Tell me more ×
Database Administrators Stack Exchange is a question and answer site for database professionals who wish to improve their database skills and learn from others in the community. It's 100% free, no registration required.

I have a table like this:

 ID |  Val   |  Kind
----------------------
 1  |  1337  |   2
 2  |  1337  |   1
 3  |   3    |   4
 4  |   3    |   4

I want to make a SELECT that will return just the first row for each Val, ordering by Kind.

Sample output:

 ID |  Val   |  Kind
----------------------
 2  |  1337  |   1
 3  |   3    |   4

How can I build this query?

share|improve this question
why 3|3|4 and not 4|3|4 - what is the tie-break or do you not care? – Jack Douglas Sep 30 '11 at 18:46
@JackDouglas Actually I have a ORDER BY ID DESC, but that is not relevant for the question. In this example I do not care. – BrunoLM Sep 30 '11 at 21:54

3 Answers

up vote 9 down vote accepted

Use a common table expression (CTE) and a windowing/ranking/partitioning function like ROW_NUMBER.

This query will create an in-memory table called ORDERED and add an additional column of rn which is a sequence of numbers from 1 to N. The PARTITION BY indicates it should restart at 1 every time the value of Val changes and we want to order rows by the smallest value of Kind.

;
WITH ORDERED AS
(
SELECT
    ID
,   Val
,   kind
,   ROW_NUMBER() OVER (PARTITION BY Val ORDER BY Kind ASC) AS rn
FROM
    mytable
)
SELECT
    ID
,   Val
,   Kind
FROM
    ORDERED
WHERE
    rn = 1
share|improve this answer

Assuming id is unique (like Leigh's answer), yet another alternative is:

select * from mytable where id in 
  (select min(id) keep (dense_rank first order by kind) from mytable group by val);

ID                     VAL                    KIND                   
---------------------- ---------------------- ---------------------- 
2                      1337                   1                      
3                      3                      4                      
share|improve this answer

bilinkc's solution works fine, but I thought I'd toss mine out as well. It has the same cost, but might be faster (or slower, I haven't tested it). The difference is that it uses the First_Value instead of Row_Number. Since we are only interested in the first value, in my mind it is more straightforward.

SELECT ID, Val, Kind FROM
(
   SELECT First_Value(ID) OVER (PARTITION BY Val ORDER BY Kind) First, ID, Val, Kind 
   FROM mytable
)
WHERE ID = First;

Test Data.

--drop table mytable;
create table mytable (ID Number(5) Primary Key, Val Number(5), Kind Number(5));

insert into mytable values (1,1337,2);
insert into mytable values (2,1337,1);
insert into mytable values (3,3,4);
insert into mytable values (4,3,4);

If you prefer, here is the CTE equivalent.

WITH FirstIDentified AS (
   SELECT First_Value(ID) OVER (PARTITION BY Val ORDER BY Kind) First, ID, Val, Kind 
   FROM mytable
   )
SELECT ID, Val, Kind FROM FirstIdentified
WHERE ID = First;
share|improve this answer
+1 but I just thought it worth emphasising that your answer and billinkc's are not logically the same unless id is unique. – Jack Douglas Sep 30 '11 at 19:01
@Jack Douglas - True, I assumed that. – Leigh Riffel Oct 1 '11 at 0:02

Your Answer

 
discard

By posting your answer, you agree to the privacy policy and terms of service.

Not the answer you're looking for? Browse other questions tagged or ask your own question.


> **Work request**
The reply should contain every line of the data, repeated exactly, and no pictures.

> **Data listing**
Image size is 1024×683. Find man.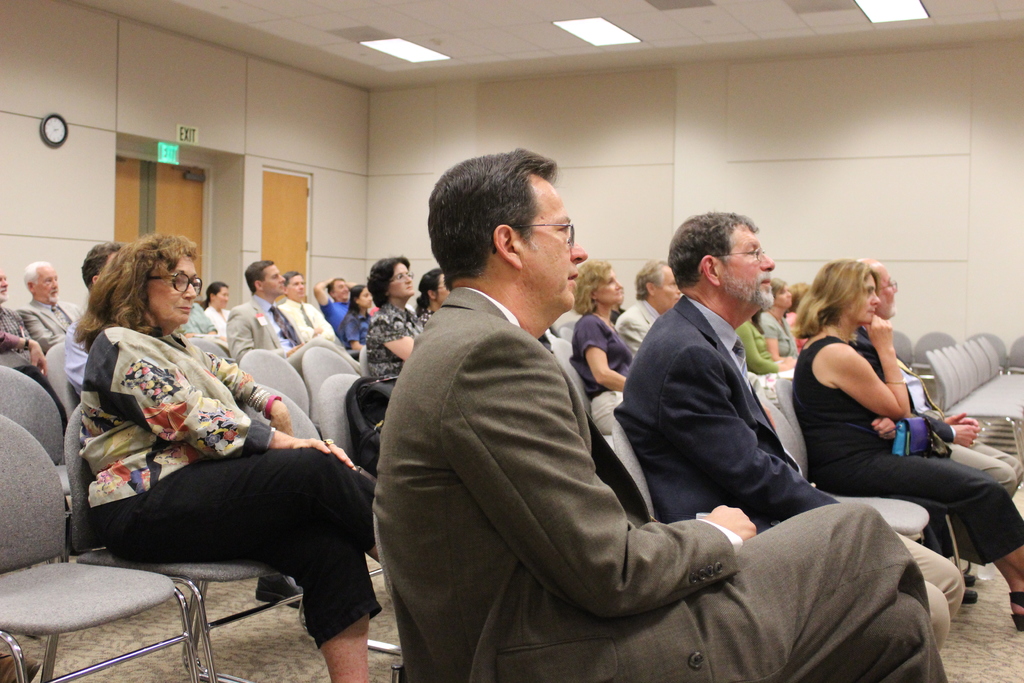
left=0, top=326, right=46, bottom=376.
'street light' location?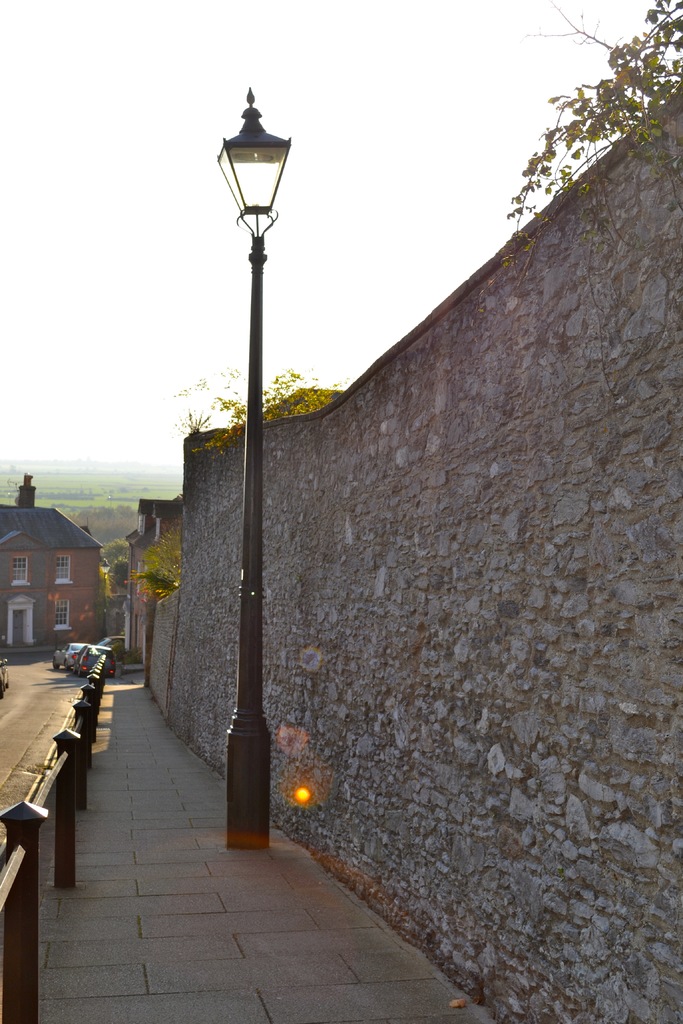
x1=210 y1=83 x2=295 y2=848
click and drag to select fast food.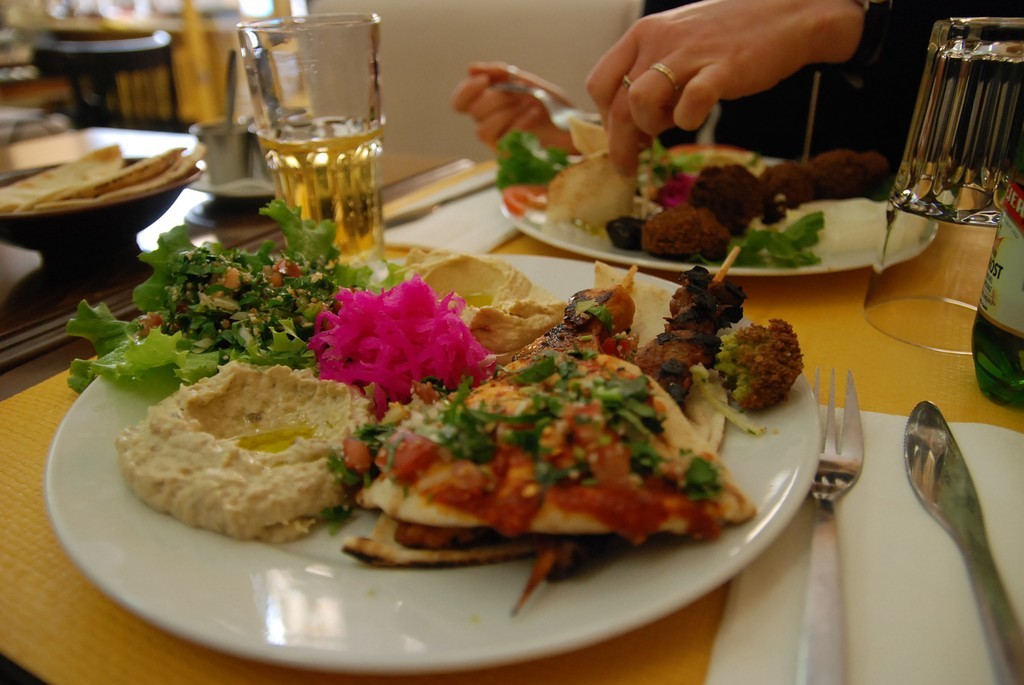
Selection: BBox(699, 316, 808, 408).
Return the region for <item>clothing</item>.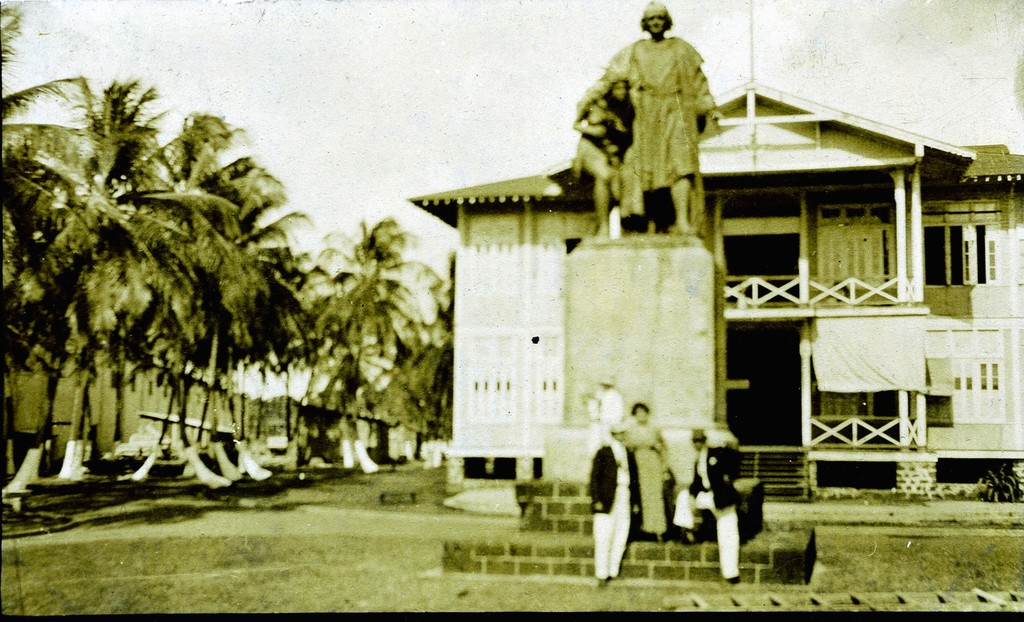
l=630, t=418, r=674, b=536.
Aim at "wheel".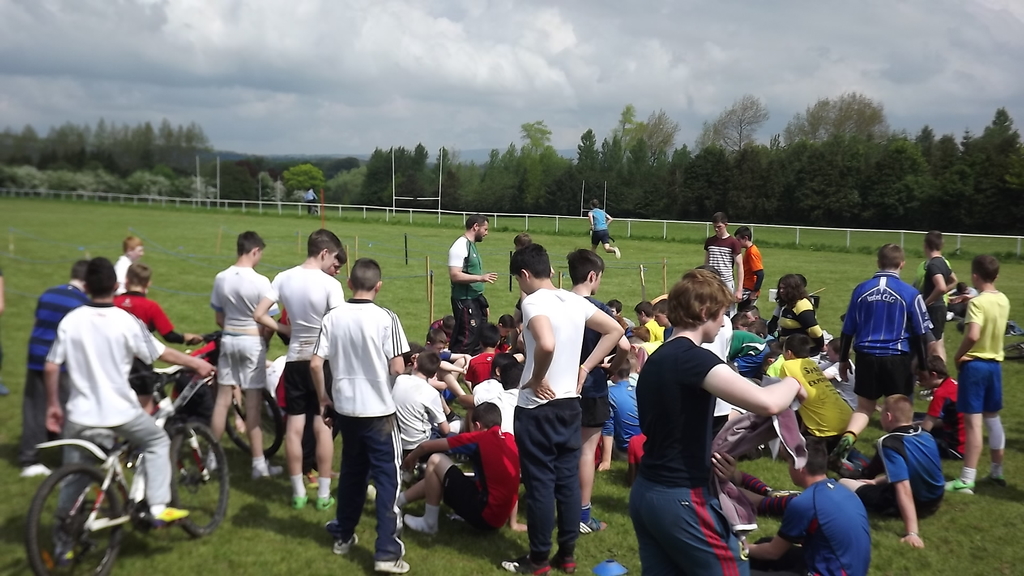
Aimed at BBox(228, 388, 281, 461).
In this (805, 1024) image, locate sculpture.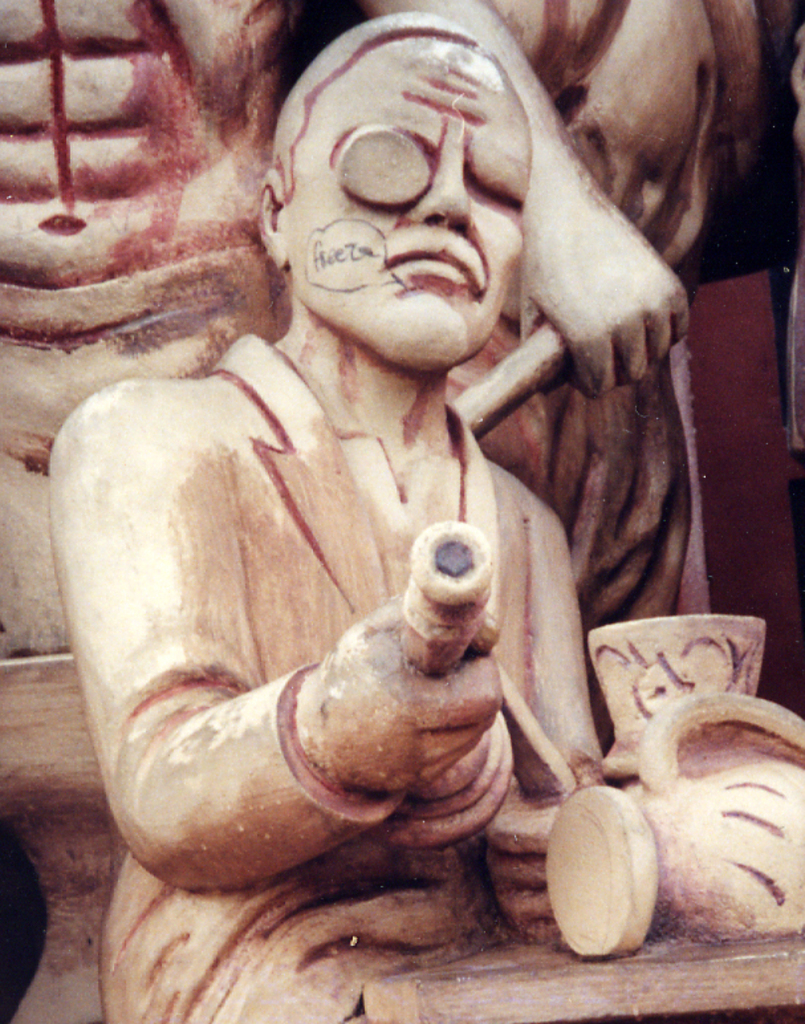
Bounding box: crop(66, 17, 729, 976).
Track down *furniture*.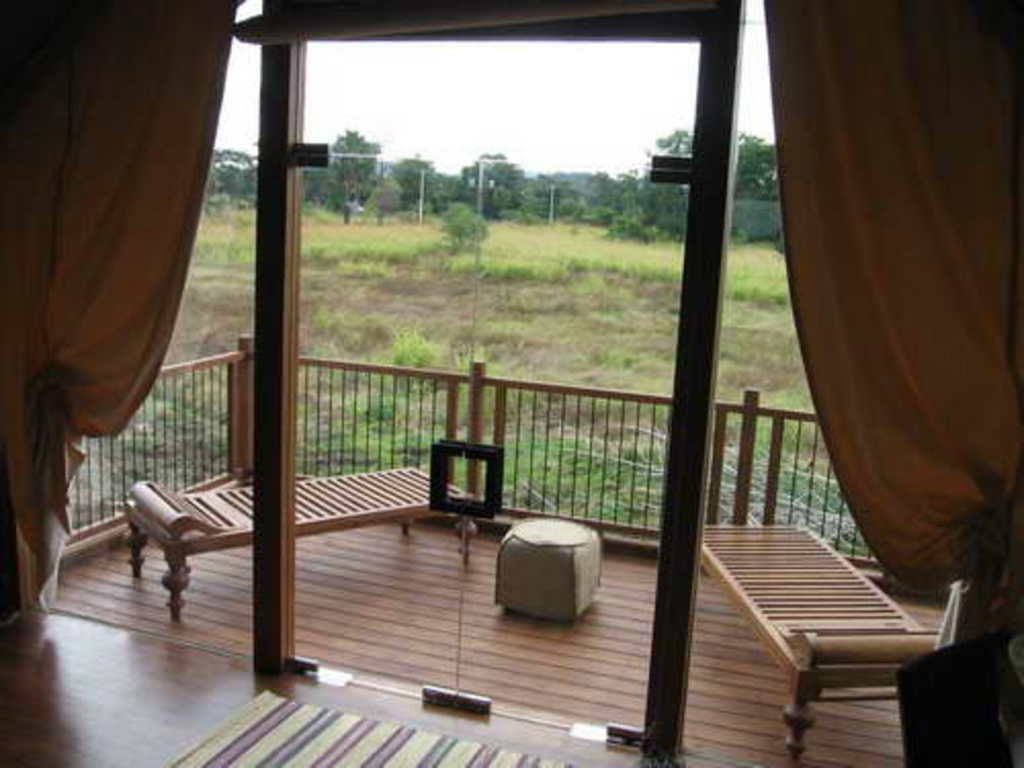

> **Result of this exercise**
Image size is 1024×683. Find man.
left=0, top=326, right=46, bottom=376.
'street light' location?
x1=210 y1=83 x2=295 y2=848
click and drag to select fast food.
Selection: BBox(699, 316, 808, 408).
Return the region for <item>clothing</item>.
l=630, t=418, r=674, b=536.
Aim at "wheel".
Aimed at BBox(228, 388, 281, 461).
In this (805, 1024) image, locate sculpture.
Bounding box: crop(66, 17, 729, 976).
Track down *furniture*.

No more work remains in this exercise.